Based on the recommend I downloaded this to my ereader. I just finished The Greek and the Single Mom by Julia James. I just gotta ask-what the heck were you smoking when you gave this a B? Please tell me you were feeling maudlin and had polished off a bottle of wine before you read this. Shaking head in dismay.

I finished the story and only because I paid a LOT of money for my ereader did I not chuck it at the wall. OMG!!! Just OMG.

*Possible* Spoiler ahead. But then this is often an HP kind of plot device so maybe it isn't a spoiler.

The guy feels like he's the aggrieved party all the way through? Exsqueeze me? He was the ultimate in asshat angry boner men and it didn't take me long to figure that out. His reaction to finding out about his son was-poor. She's vindictive? Say what?

You know, your review appealed to me because you talked about a fiesty heroine with a spine. Yeah, she had one-right up until the end of the story. Then it appears to have been surgically removed when both she, and I, were not looking.

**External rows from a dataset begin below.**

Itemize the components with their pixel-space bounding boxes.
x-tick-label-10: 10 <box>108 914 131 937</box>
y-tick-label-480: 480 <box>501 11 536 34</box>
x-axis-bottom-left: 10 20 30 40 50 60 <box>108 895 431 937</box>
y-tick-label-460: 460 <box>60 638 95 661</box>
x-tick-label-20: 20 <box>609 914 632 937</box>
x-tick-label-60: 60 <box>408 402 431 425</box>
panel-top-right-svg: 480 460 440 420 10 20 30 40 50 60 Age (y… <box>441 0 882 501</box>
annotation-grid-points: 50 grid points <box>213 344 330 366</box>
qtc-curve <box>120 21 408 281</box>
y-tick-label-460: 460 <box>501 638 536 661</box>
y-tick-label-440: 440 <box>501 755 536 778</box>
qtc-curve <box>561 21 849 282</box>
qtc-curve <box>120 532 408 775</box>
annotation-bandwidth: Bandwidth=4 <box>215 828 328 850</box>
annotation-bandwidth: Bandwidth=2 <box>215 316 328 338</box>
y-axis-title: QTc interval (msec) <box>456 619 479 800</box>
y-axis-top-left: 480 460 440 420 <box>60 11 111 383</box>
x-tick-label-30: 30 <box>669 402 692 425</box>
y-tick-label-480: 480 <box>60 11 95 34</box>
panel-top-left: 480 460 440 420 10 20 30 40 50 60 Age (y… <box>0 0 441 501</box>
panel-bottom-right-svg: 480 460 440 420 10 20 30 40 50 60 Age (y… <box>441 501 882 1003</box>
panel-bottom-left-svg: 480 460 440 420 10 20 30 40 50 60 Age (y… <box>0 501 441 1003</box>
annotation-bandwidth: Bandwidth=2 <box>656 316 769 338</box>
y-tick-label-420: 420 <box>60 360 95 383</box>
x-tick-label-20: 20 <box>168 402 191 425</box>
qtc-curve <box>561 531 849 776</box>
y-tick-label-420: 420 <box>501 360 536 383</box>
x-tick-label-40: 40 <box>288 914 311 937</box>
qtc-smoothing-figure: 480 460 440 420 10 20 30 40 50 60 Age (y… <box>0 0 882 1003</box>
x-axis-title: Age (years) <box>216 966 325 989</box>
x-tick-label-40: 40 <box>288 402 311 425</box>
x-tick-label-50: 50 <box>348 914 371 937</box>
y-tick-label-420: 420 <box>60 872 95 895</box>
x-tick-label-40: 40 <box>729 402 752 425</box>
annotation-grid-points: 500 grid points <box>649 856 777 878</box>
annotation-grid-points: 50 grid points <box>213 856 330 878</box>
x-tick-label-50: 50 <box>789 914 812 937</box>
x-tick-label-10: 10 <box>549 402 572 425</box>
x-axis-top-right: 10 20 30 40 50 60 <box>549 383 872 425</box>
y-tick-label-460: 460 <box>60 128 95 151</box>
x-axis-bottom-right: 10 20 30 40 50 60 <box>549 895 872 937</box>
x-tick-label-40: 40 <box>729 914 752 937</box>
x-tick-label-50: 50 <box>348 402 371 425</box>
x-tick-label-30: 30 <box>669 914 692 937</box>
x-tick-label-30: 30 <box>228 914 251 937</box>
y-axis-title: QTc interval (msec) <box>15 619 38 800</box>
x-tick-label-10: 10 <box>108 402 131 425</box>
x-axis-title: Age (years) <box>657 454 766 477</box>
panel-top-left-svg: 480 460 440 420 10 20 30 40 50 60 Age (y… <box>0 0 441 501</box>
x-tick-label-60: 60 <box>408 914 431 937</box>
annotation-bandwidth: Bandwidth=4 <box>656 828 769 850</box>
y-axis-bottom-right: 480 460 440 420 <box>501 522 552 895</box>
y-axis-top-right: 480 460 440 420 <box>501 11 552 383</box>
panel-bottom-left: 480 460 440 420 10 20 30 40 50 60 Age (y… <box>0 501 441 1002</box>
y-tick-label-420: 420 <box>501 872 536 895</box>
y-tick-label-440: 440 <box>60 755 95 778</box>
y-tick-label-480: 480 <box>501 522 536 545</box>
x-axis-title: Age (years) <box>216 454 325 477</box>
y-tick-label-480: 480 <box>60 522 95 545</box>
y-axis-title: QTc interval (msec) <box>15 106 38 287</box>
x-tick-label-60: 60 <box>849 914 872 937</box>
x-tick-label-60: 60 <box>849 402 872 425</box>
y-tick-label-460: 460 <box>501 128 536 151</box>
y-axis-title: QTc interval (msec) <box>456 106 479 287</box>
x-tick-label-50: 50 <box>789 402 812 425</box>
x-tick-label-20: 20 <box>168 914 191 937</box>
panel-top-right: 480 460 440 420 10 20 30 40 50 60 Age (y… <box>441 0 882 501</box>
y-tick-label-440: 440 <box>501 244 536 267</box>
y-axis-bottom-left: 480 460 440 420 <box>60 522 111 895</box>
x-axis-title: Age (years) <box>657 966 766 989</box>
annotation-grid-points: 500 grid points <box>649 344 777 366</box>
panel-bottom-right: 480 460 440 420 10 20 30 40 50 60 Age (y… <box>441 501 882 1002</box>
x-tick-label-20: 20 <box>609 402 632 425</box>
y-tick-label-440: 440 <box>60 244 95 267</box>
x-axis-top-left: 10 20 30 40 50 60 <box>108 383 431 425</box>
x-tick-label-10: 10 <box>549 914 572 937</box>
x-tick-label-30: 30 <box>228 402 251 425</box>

Near the end of the story the guy commits a calculated, manipulative act with despicable intentions. And the heroine, once he tells her what he did, thanks him for having committed it instead of properly hunting for a spoon with which to dig out his heart (assuming he has one) – cause you use a spoon to make it hurt more. (Alan Rickman/Robin Hood reference). She THANKS him!! Is she an idiot? A masochist? You know she can't be a masochist because I read BDSM and even masochists aren't THAT masochistic. OMG. Again.

By the time that the HEA rolled around, this reader wasn’t prepared for it. She didn’t consent to the HEA because the hero committed an egregious act and did not redeem himself sufficiently in her eyes. It didn’t matter that the heroine consents or excuses this behavior, the reader hasn’t consented or excused the behavior thus making the HEA unbelievable for that reader.

The reader’s grant or withholding of consent is not the same thing as being a placeholder. Instead, it is where the reader is emotionally within the story and where she will allow the story to take her Whether the reader grants consent for a particular emotional movement can and will vary based upon the reader’s experiences and personal biases. A woman who was the victim of sexual assault likely has a very different line for consent when it comes to forced seduction as opposed to the reader who has never experienced such an experience.

If an author gets a number of complaints about a particular book maybe it was because she hadn’t fully paved the way for the reader’s consent. Or it could just be that it’s not you, it’s me.

What do you think? Are you, as a reader, consenting?